Major violent crime was also a significant priority and a great danger to all who sought to stem its tide. On the evening of January 19, 1990, the St. Louis SWAT team executed a search warrant in South St. Louis County in a bank robbery investigation. Announcing their presence, the agents entered the residence to search for drugs and illegal weapons. The suspect, James Price, immediately opened fire, striking Special Agent L. Douglas Abram in the forehead. Two other agents—Carl A. Schultz and Terrence M. McGinnis—were wounded in the leg and arm. The suspect was killed in the ensuing gun battle. Agent Abram died at a nearby hospital about two hours later. He was the first agent in the St. Louis office to be killed in the line of duty.
To better tackle the rise of violent crime, the St. Louis Division helped form two St. Louis Safe Streets Task Forces in 1991. One task force targeted violent fugitives in the region; the other focused on street gangs. The Safe Streets program addressed major violent crime in specific areas by bringing together federal, state, and local law enforcement and prosecutors. The joint effort has been quite successful over the last two decades.
Post-9/11
The terrorist attacks of 9/11 led to major changes within the FBI, including the St. Louis Division, as preventing future strikes became the Bureau’s overriding priority.
The St. Louis Joint Terrorism Task Force, officially formed in January 2002, has successfully brought together state, local, and federal partners to protect the residents of St. Louis from terrorism by running down leads, vetting threats, and developing intelligence. In 2003, a Field Intelligence Group was also created to better collect and utilize intelligence in the office’s jurisdiction and to share it nationwide.
Meanwhile, the St.
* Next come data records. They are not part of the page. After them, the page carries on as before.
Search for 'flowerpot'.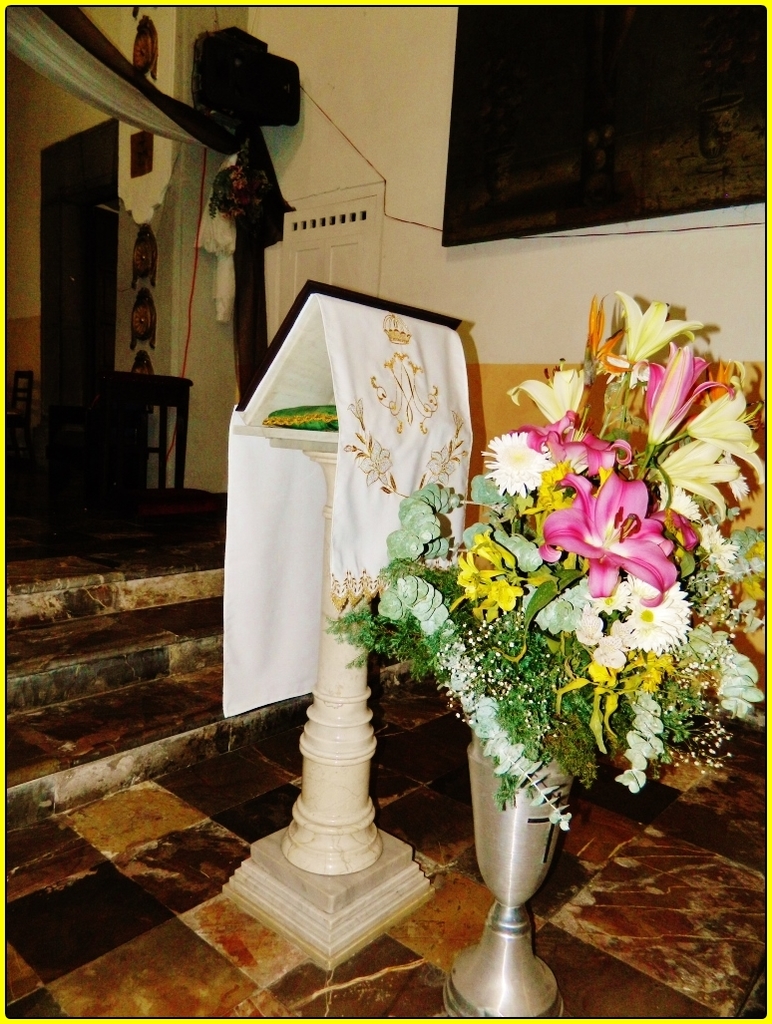
Found at 460:708:577:1017.
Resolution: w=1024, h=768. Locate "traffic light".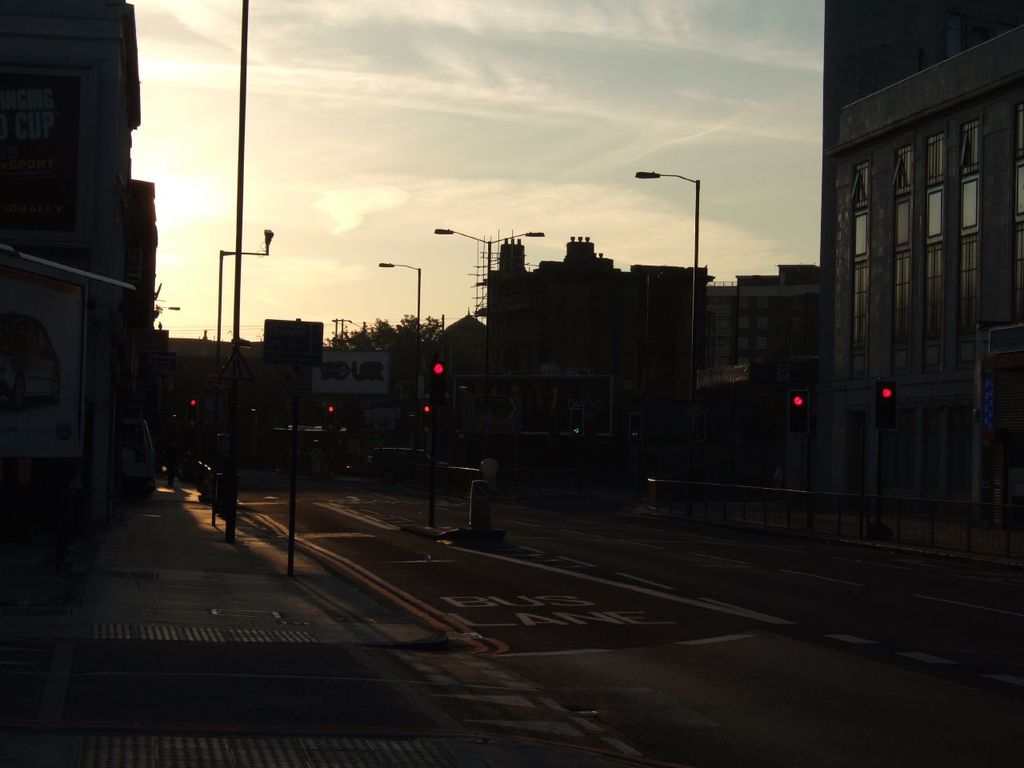
crop(188, 398, 198, 418).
Louis office has continued to tackle a wide range of other criminal and national security responsibilities—from espionage to cyber crimes, from hate crimes aimed at Muslims and other minorities in the St. Louis community to child pornography and white-collar frauds.
Special Agent L. Douglas Abram
Among the significant investigations St. Louis has handled in recent years:
- In July 2006, four companies and 11 individuals were indicted for their involvement in illegal online gambling and related activities. In May 2007, one of the companies—BetonSports—pled guilty to racketeering charges in the case.
- In December 2007, Michael Devlin was sentenced on federal charges of production of child pornography and transportation of a minor for a criminal sex act. Devlin, who lived in Kirkwood, Missouri, was arrested after a teenage boy from Missouri disappeared and was traced by the FBI and its partners to Devlin’s home four days later. When the abducted teenager was recovered, authorities discovered another boy who had been missing for more than four years.
- In May 2008, a Missouri woman was indicted for posing as a teenage boy on MySpace and then feigning interest in and ultimately spurning a teenage girl, who later committed suicide.
- 2022 marked the first economic espionage conviction in the history of the Eastern District of Missouri. A Chinese national who worked as a Monsanto scientist was sentenced for conspiring to steal a trade secret for the purpose of benefitting a foreign government, namely the People’s Republic of China.
Like the FBI itself, the St. Louis Division has proudly helped protect local communities and the nation for more than a century.